Lessons from Global Network Week in Ghana
Frank Ciminiello ’19 reflects on the challenges and opportunities he witnessed in and around Accra.
On a plastic chair, she sat off to the side in a thin white shirt, refusing the needlestick. Fever and weakness were upon her, yet she would not allow the staff to test her for malaria. Only when the volunteer and her new friend—an American graduate student on a volunteer program at the orphanage—came back did Angelica even consider allowing the test. That is how the orphanage survived: through scattered volunteers, zero government assistance, philanthropic Ghanaians, and day by day. For Angelica, 10 years old by calendar but appearing no older than eight, it was no different. The food and financial donations given that day, coordinated by Yale School of Management Executive MBA student Phoenica Fitts and University of Ghana Business School coordinator Yvonne Barnieh, would help for a day or two, hopefully long enough for her test to come back and for her to start feeling better.
Such began our Global Network Week trip to Accra, Ghana—a site visit to an orphanage in a surrounding village a mere one-hour drive away, yet so much further when measured in resources, from the capital city. That Sunday-afternoon trip, done by many of us between completing our State and Society final paper and Operations Engine final exam, offered a preview of our Global Network Week and pending curriculum. The following day we arrived late to the UGBS campus: the new building lacked a street address, and, as a result, nearly all of our Uber drivers got lost. Once there, we all learned about our case assignment for the week; the new UGBS executive campus to learn about our case assignment for the week: to develop a plan to ensure the financial stability of the new state-of-the-art University of Ghana Medical Center. Completed two years ago, it had yet to treat a single patient due to financial uncertainty. That first day, we were introduced to the Ghana health system, to Ghana politics, and to the concept of a private-public partnership for the new hospital. Later that week, we had a site visit of the facility including time with the interim CEO. Three days later, our group of business students from Ghana, Tokyo, Madrid, Berkeley, and Yale presented a realistic opportunity for financial stability for the country’s newest healthcare facility.
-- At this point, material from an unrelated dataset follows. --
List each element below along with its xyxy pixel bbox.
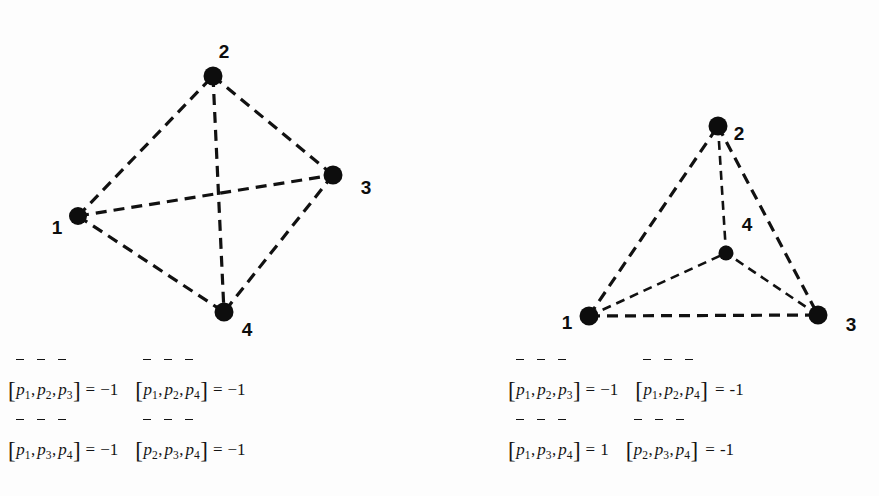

Fresh off our presentation, we traveled out of Ghana. Our first stop was Kakum National Forest, where we walked on a canopy, 40-plus meters above the jungle floor. Afterward, we ate lunch at a nearby resort, and then ended our sightseeing with a tour of Elmina Castle. More than 500 years old, the castle was a fort built originally to protect the fishing industry off the coast of Ghana. It was then used for several hundred years as holding cells for Africans about to shipped overseas to become enslaved people. Now, it is used as a museum, a way to emotionally and visually connect with its horrible past. Our tour guide, Ato Ashun, a local scholar on the castle, spoke eloquently about many of the unspeakable actions that took place there over those hundreds of years, all within a stone’s throw of the original church built in the fort’s courtyard. Concluding the tour, he said, “We may not all live to see an African empire so powerful and strong as to compel the respect of all mankind, but in our lifetime, we can work and act to make that a possibility within another generation.”
In the end, his words served as a beacon for us all, and an unexpected summation of our trip. A new hospital, a point-of-care malaria test, a city with Uber drivers—all of these advances existed alongside an underfunded orphanage, an unopened new hospital, and a new building without a street address. Ghana is still a developing country with potential for large steps forward. And, whether it be in the brief time spent at an orphanage outside of the city, or by proposing a new business model for an unopened medical center, we got the chance to learn from and help build that area. And in so doing, we have the opportunity to become leaders in business and society. For me, that means connecting the medical knowledge and technology that the new hospital represents with all the patients who need it the most, like the orphan girl with a fever.